PAINTING, SCULPTURE AND DRAWING JANE TOPPING - CUCKOO REVIEW
BILLY TEASDALE - AFTER THE DELUGE
Glasgow School of Art, Mackintosh Building, until Fri 15 Sep «so The Emergent Artist's programme at Glasgow School of Art has opened With a successful exhibition of sculptures, paintings and drawungs by two graduates and Glasgow-based artists. Billy Teasdale and Jane Topping. Both artists have presented a paired-down exhibition that IS confident yet not ‘showy', filling the large studio space (Studio 40) off the main GSA Mackintosh Gallery but leaving enough room for thought.
In her 'Cuckoo Review' on the mezzanine, Topping has sourced her images from pop culture. creating large collaged drawings and small paintings that use the visages of members of the Smiths. Paris Hilton, and David Bowie as ciphers. Haircuts. noses and mouths are freed from describing anything other than themselves; celebrity and subjectivity are shown to be without initial cause. cohesion or meaning.

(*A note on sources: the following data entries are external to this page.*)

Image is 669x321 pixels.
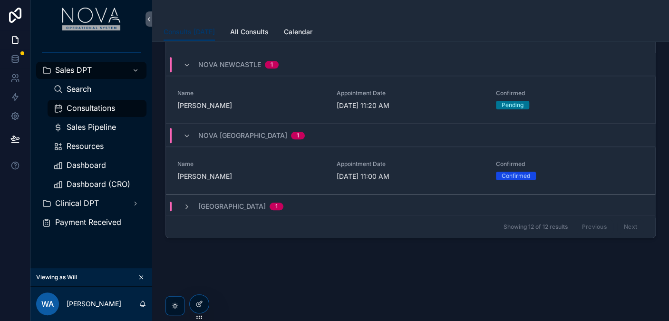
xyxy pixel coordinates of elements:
span: Nova [GEOGRAPHIC_DATA] [198,131,287,140]
a: Consultations [48,100,147,117]
span: Confirmed [496,89,644,97]
a: Name[PERSON_NAME]Appointment Date[DATE] 11:20 AMConfirmedPending [166,76,656,124]
span: Name [177,160,325,168]
span: Sales DPT [55,65,92,75]
a: Resources [48,138,147,155]
p: [PERSON_NAME] [67,299,121,309]
div: Confirmed [502,172,531,180]
div: Pending [502,101,524,109]
a: Sales Pipeline [48,119,147,136]
span: [PERSON_NAME] [177,101,325,110]
a: Payment Received [36,214,147,231]
span: Consultations [67,103,115,113]
a: Calendar [284,23,313,42]
div: 1 [275,203,278,210]
a: Dashboard (CRO) [48,176,147,193]
span: Showing 12 of 12 results [503,223,568,231]
span: WA [41,298,54,310]
span: Payment Received [55,217,121,227]
a: Dashboard [48,157,147,174]
a: Clinical DPT [36,195,147,212]
div: 1 [297,132,299,139]
span: Clinical DPT [55,198,99,208]
span: Dashboard [67,160,106,170]
span: Calendar [284,27,313,37]
span: Appointment Date [337,160,485,168]
img: App logo [62,8,121,30]
span: [PERSON_NAME] [177,172,325,181]
span: [DATE] 11:00 AM [337,172,485,181]
span: Sales Pipeline [67,122,116,132]
span: Nova Newcastle [198,60,261,69]
div: 1 [271,61,273,69]
div: scrollable content [30,38,152,244]
a: Name[PERSON_NAME]Appointment Date[DATE] 11:00 AMConfirmedConfirmed [166,147,656,195]
a: Search [48,81,147,98]
span: Resources [67,141,104,151]
a: Consults [DATE] [164,23,215,41]
span: [DATE] 11:20 AM [337,101,485,110]
span: Confirmed [496,160,644,168]
a: Sales DPT [36,62,147,79]
span: Consults [DATE] [164,27,215,37]
span: Name [177,89,325,97]
span: Search [67,84,91,94]
span: Viewing as Will [36,274,77,281]
span: Dashboard (CRO) [67,179,130,189]
a: All Consults [230,23,269,42]
span: All Consults [230,27,269,37]
span: Appointment Date [337,89,485,97]
span: [GEOGRAPHIC_DATA] [198,202,266,211]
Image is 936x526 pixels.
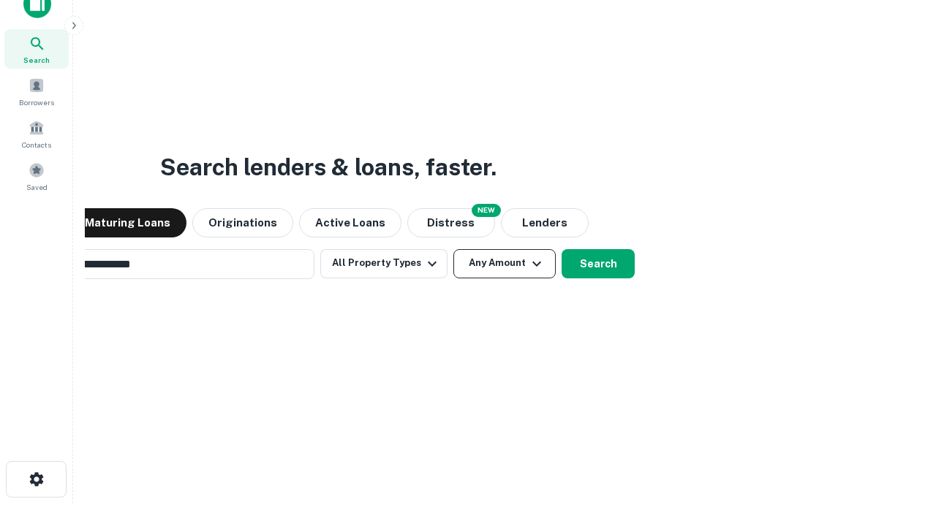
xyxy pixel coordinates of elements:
[4,29,69,69] a: Search
[501,208,588,238] button: Lenders
[4,72,69,111] a: Borrowers
[19,96,54,108] span: Borrowers
[320,249,447,278] button: All Property Types
[192,208,293,238] button: Originations
[4,156,69,196] a: Saved
[23,54,50,66] span: Search
[26,181,48,193] span: Saved
[561,249,634,278] button: Search
[862,409,936,479] iframe: Chat Widget
[160,150,496,185] h3: Search lenders & loans, faster.
[22,139,51,151] span: Contacts
[299,208,401,238] button: Active Loans
[453,249,555,278] button: Any Amount
[69,208,186,238] button: Maturing Loans
[4,114,69,153] a: Contacts
[471,204,501,217] div: NEW
[407,208,495,238] button: Search distressed loans with lien and other non-mortgage details.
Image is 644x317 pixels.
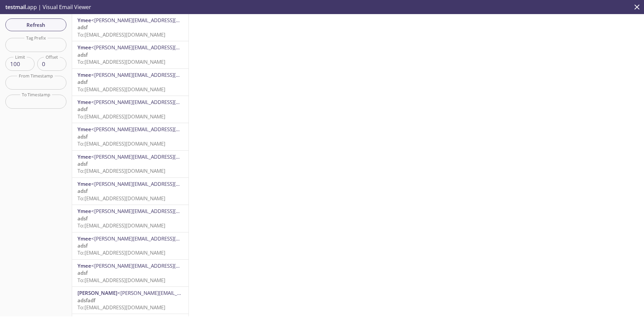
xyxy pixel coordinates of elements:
[78,242,87,249] span: adsf
[72,205,188,232] div: Ymee<[PERSON_NAME][EMAIL_ADDRESS][DOMAIN_NAME]>adsfTo:[EMAIL_ADDRESS][DOMAIN_NAME]
[78,262,91,269] span: Ymee
[78,296,95,303] span: adsfadf
[78,44,91,51] span: Ymee
[72,14,188,41] div: Ymee<[PERSON_NAME][EMAIL_ADDRESS][DOMAIN_NAME]>adsfTo:[EMAIL_ADDRESS][DOMAIN_NAME]
[5,19,67,31] button: Refresh
[78,215,87,222] span: adsf
[78,222,165,229] span: To: [EMAIL_ADDRESS][DOMAIN_NAME]
[78,58,165,65] span: To: [EMAIL_ADDRESS][DOMAIN_NAME]
[78,208,91,214] span: Ymee
[78,304,165,310] span: To: [EMAIL_ADDRESS][DOMAIN_NAME]
[78,17,91,24] span: Ymee
[78,187,87,194] span: adsf
[91,208,217,214] span: <[PERSON_NAME][EMAIL_ADDRESS][DOMAIN_NAME]>
[72,96,188,123] div: Ymee<[PERSON_NAME][EMAIL_ADDRESS][DOMAIN_NAME]>adsfTo:[EMAIL_ADDRESS][DOMAIN_NAME]
[78,195,165,201] span: To: [EMAIL_ADDRESS][DOMAIN_NAME]
[91,236,217,241] span: <[PERSON_NAME][EMAIL_ADDRESS][DOMAIN_NAME]>
[78,24,87,30] span: adsf
[78,181,91,187] span: Ymee
[78,168,165,174] span: To: [EMAIL_ADDRESS][DOMAIN_NAME]
[78,153,91,160] span: Ymee
[91,98,217,105] span: <[PERSON_NAME][EMAIL_ADDRESS][DOMAIN_NAME]>
[78,236,91,241] span: Ymee
[78,133,87,139] span: adsf
[78,85,165,92] span: To: [EMAIL_ADDRESS][DOMAIN_NAME]
[91,181,217,187] span: <[PERSON_NAME][EMAIL_ADDRESS][DOMAIN_NAME]>
[72,233,188,259] div: Ymee<[PERSON_NAME][EMAIL_ADDRESS][DOMAIN_NAME]>adsfTo:[EMAIL_ADDRESS][DOMAIN_NAME]
[78,249,165,256] span: To: [EMAIL_ADDRESS][DOMAIN_NAME]
[91,126,217,132] span: <[PERSON_NAME][EMAIL_ADDRESS][DOMAIN_NAME]>
[78,290,118,296] span: [PERSON_NAME]
[78,140,165,147] span: To: [EMAIL_ADDRESS][DOMAIN_NAME]
[91,44,217,51] span: <[PERSON_NAME][EMAIL_ADDRESS][DOMAIN_NAME]>
[91,153,217,160] span: <[PERSON_NAME][EMAIL_ADDRESS][DOMAIN_NAME]>
[78,106,87,112] span: adsf
[72,287,188,314] div: [PERSON_NAME]<[PERSON_NAME][EMAIL_ADDRESS][DOMAIN_NAME]>adsfadfTo:[EMAIL_ADDRESS][DOMAIN_NAME]
[72,69,188,95] div: Ymee<[PERSON_NAME][EMAIL_ADDRESS][DOMAIN_NAME]>adsfTo:[EMAIL_ADDRESS][DOMAIN_NAME]
[118,290,242,296] span: <[PERSON_NAME][EMAIL_ADDRESS][DOMAIN_NAME]>
[78,277,165,284] span: To: [EMAIL_ADDRESS][DOMAIN_NAME]
[78,98,91,105] span: Ymee
[78,72,91,79] span: Ymee
[72,178,188,204] div: Ymee<[PERSON_NAME][EMAIL_ADDRESS][DOMAIN_NAME]>adsfTo:[EMAIL_ADDRESS][DOMAIN_NAME]
[78,269,87,276] span: adsf
[91,72,217,79] span: <[PERSON_NAME][EMAIL_ADDRESS][DOMAIN_NAME]>
[78,79,87,85] span: adsf
[5,3,26,11] span: testmail
[78,113,165,120] span: To: [EMAIL_ADDRESS][DOMAIN_NAME]
[72,150,188,178] div: Ymee<[PERSON_NAME][EMAIL_ADDRESS][DOMAIN_NAME]>adsfTo:[EMAIL_ADDRESS][DOMAIN_NAME]
[91,262,217,269] span: <[PERSON_NAME][EMAIL_ADDRESS][DOMAIN_NAME]>
[72,259,188,287] div: Ymee<[PERSON_NAME][EMAIL_ADDRESS][DOMAIN_NAME]>adsfTo:[EMAIL_ADDRESS][DOMAIN_NAME]
[78,31,165,38] span: To: [EMAIL_ADDRESS][DOMAIN_NAME]
[78,160,87,167] span: adsf
[11,21,61,29] span: Refresh
[78,126,91,132] span: Ymee
[91,17,217,24] span: <[PERSON_NAME][EMAIL_ADDRESS][DOMAIN_NAME]>
[78,51,87,58] span: adsf
[72,41,188,68] div: Ymee<[PERSON_NAME][EMAIL_ADDRESS][DOMAIN_NAME]>adsfTo:[EMAIL_ADDRESS][DOMAIN_NAME]
[72,123,188,150] div: Ymee<[PERSON_NAME][EMAIL_ADDRESS][DOMAIN_NAME]>adsfTo:[EMAIL_ADDRESS][DOMAIN_NAME]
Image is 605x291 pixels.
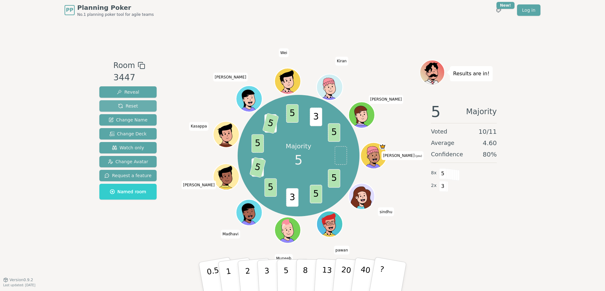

Teasdale‘s “After the Deluge' in the main gallery space acts like a mandala. with an anti-heroic figure sitting in the midst of a spiraling array of part objects. The central figure adopts the usual narcissistic pose of an ephebe. displaying none of the come-hither coquettishness that usually allows the viewer in. Elsewhere a figure with an oval mirror for a torso hopes for self-awareness but looks out into nothingness. (Alexander Kennedy)
SCULPTURE MICK PETER
Transmission, Glasgow, until Sat 30 Sep
SCULPTURE ALEX POLLARD - TORCH SCULPTURES Sorcha Dallas, Glasgow, RUN ENDED 00000
Alex Pollard’s work is about bending the rules, literally and metaphorically. At first sight, his sculpture ‘Cat Monkey’ looks as if it has been fashioned from a series of joiners’ folding rulers, made from wood and jointed in brass. This strange animal’s head and the tip of its tail appear to be made from torn corrugated cardboard. But, in the absence of touch, we learn from the work’s label that the materials are, in fact, oil paint and enamel on bronze.
What is going on? What is Pollard up to? Why not simply use the objects themselves? On a practical level these questions can be answered simply: the various implied materials cannot themselves be formed into some of the impossible shapes and sizes
In the 1960 film The Rebel, frustrated artist Tony Hancock creates his sculptural tribute to beautiful women, ‘Aphrodite at the Waterhole'. This monumentally ugly, sub-cubist figure causes havoc. crashing through floors to the horrified screams of all who see it. Yet. however misdirected. Hancock's enthusiasm drives the film and ensnares our sympathy. This is the type of energy Mick Peter examines in his new
work.
He has been inspired by Flaubert's comic nobodies, the clerks Bouvard and Pecuchet, who retire to the country and attempt to explore new interests and projects by using manuals. They try archaeological digs. as so many late-Victorian bourgeois did. but their funds are worth nothing. When they attempt gardening, they do it exactly by the book, but they lack the proper skills, and the results are comic disasters. The reader laughs at their self-delusion and stupidity, but revels in their daring. Peter‘s sculptures are monumental, unavoidable, but slapdash in execution. ugly in form, and although made of cement, not very sturdy. Their actuality undercuts any pomposity; they are awe-inspiring. not because of how they finish up. but the grandiosity of the failed attempts they depict.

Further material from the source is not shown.